“Then I’ll go with you,” was his prompt reply. “My wife has a bad headache, and won’t go out to-day. Gibbs, too, is full of business in the town. So let’s go together.”

Instantly I saw the ruse. He had been awaiting me, and did not mean that I should go for a run unaccompanied.

“Certainly,” I replied promptly. “Shall you be ready in half an hour?”

“I’m ready now. I’ve had my coffee.” His response was, to say the least, disconcerting. How was I to get rid of him? My only chance lay in remaining perfectly calm and indifferent. A witness to testify to my identity was, no doubt, on his way out from England, and the two detectives were holding me up until his arrival.

Together we walked to the car, and for nearly half an hour I was occupied in filling the petrol-tank and putting everything in order for a long and hard journey. A breakdown would probably mean my arrest and deportation to Bow Street. My only safety lay in flight. During the night I had studied the road-book with infinite care, and decided to make a dash out of Dresden along the Elbe bank as far as Meissen, and thence by Altenburg across to Erfurt. Upton’s self-invitation to go with me had, however, entirely upset my plans.

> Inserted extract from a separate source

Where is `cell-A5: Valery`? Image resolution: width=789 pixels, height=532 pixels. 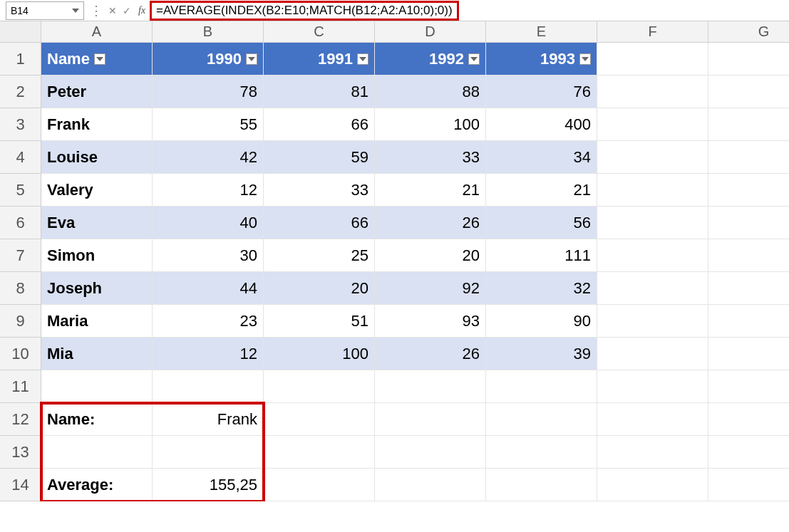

At last I returned to my room, obtained my motor-cap, coat, and goggles, and, having started the engine, got up at the wheel. My unwelcome friend swung himself up beside me, and we glided out into the Prager-strasse and through the fine capital of Saxony.

My friend, in his smart motor coat and cap, certainly gave no outward sign of his real profession. Surely no one would have taken him to be an emissary of the Metropolitan Police. As he sat beside me he chatted merrily, for he possessed a keen sense of humour, and it must have struck him that the present position was really amusing—from his point of view.

In half an hour we were out upon a fine level road running on the left bank of the Elbe. It was a bright sunny autumn morning, and, travelling swiftly as we were, it was delightfully exhilarating. Passing through old-world Meissen, with its picturesque gabled houses, we continued on another fifteen miles to a small place called Riesa, and when about three miles farther on I summoned courage to carry out a scheme over which, during the run, I had been deeply pondering.

We were in a lonely part of the road, hidden by the long row of poplars lining the broad winding river. On the one side were the trees, and on the other high sloping vine-lands. The road curved both before and behind us, therefore we were well concealed.